Home Service was everything that was right about English folk-rock in the '80s, building on the foundation laid by Fairport Convention and Steeleye Span and effectively expanding it. With Alright Jack they created their masterpiece, something that conjoined past and present without any seams showing. The opening title track rocked powerfully, with its political lyric from John Tams (in whom the band possessed a staggeringly good writer) and the brass addition sounding like a Salvation Army band behind the guitar and rhythm section. But they also knew how to treat traditional music, not only a song like the sentimental "Rose of Allendale" (via the legendary Copper Family), but also"Babylon," a piece dating from the English Civil War and an indication that it wasn't the Rastas who first gave that name to an ungodly world. The centerpiece, however, is "A Lincolnshire Posy," a setting of folk songs collected by the late Percy Grainger for large wind ensembles, both adventurous and innovative. Some of the pieces, like "Rufford Park Poachers," are well-known, but none had been heard like this before, arranged with care and great thought to create an epic feel, even if the suite itself is only some 12 minutes long.
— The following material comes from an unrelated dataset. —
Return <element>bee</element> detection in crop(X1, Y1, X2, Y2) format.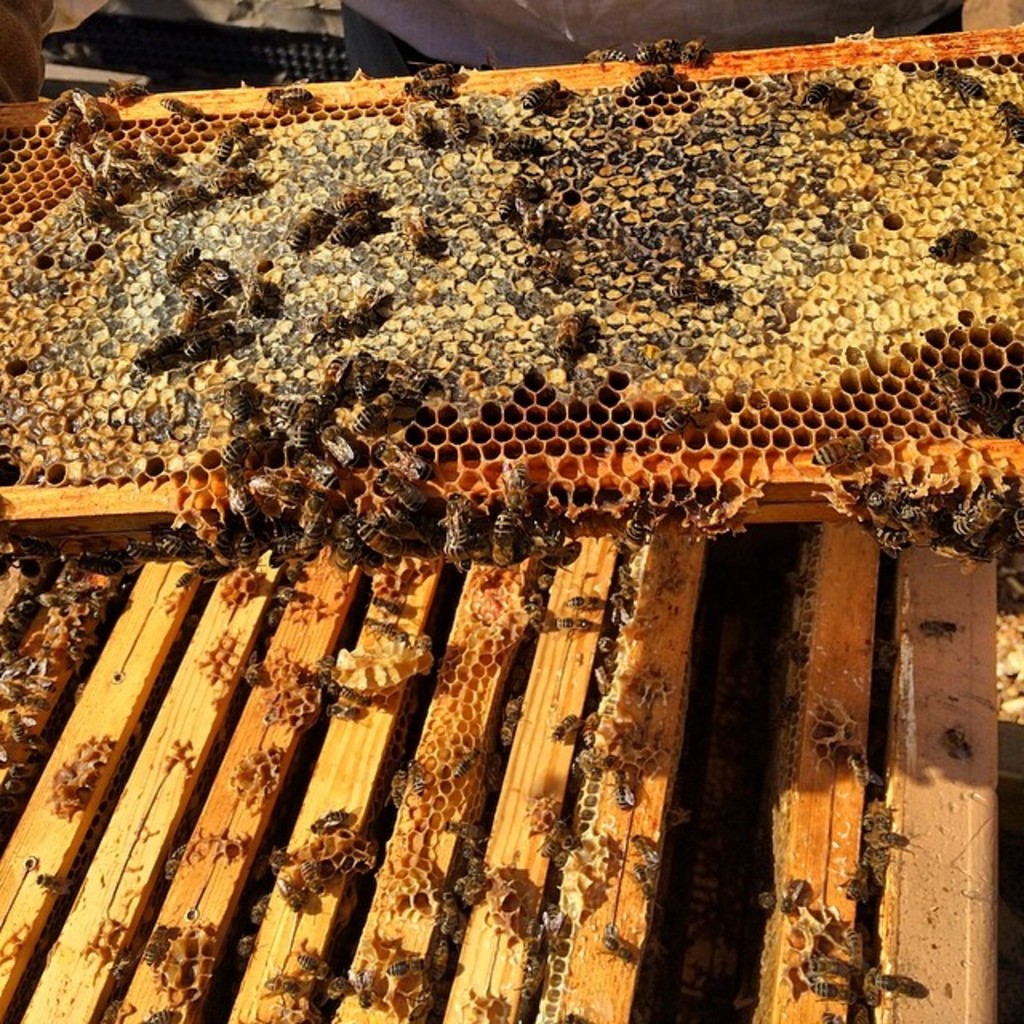
crop(285, 190, 333, 253).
With it, the band created a fitting memorial to Grainger, a man who'd never believed in working inside the lines. It made for an apt fit, because Home Service blurred the lines, and never more than on this album, where the ancient becomes modern and the brass lies down peacefully with the electric guitar. ~ Chris Nickson, Rovi

Previous:Alright It Was Frank... (1995 Album by Thomas Anderson)
Next:Alright Like This/From the Heart (1998 Album by G-Go)
Top

Alright Jack is a UK slang term used to indicate a person who only acts in their own best interests, even where assistance to others would necessitate minimal effort on their behalf. It carries a pejorative tone and is relatively rarely used to describe the speaker.

Usage: "I limped down the aisle and asked a fellow to move along one seat so I could sit down, but he refused: "I'm alright Jack". So I hit him with my crutch, your Honour."

It was used in the title of the film I'm All Right Jack.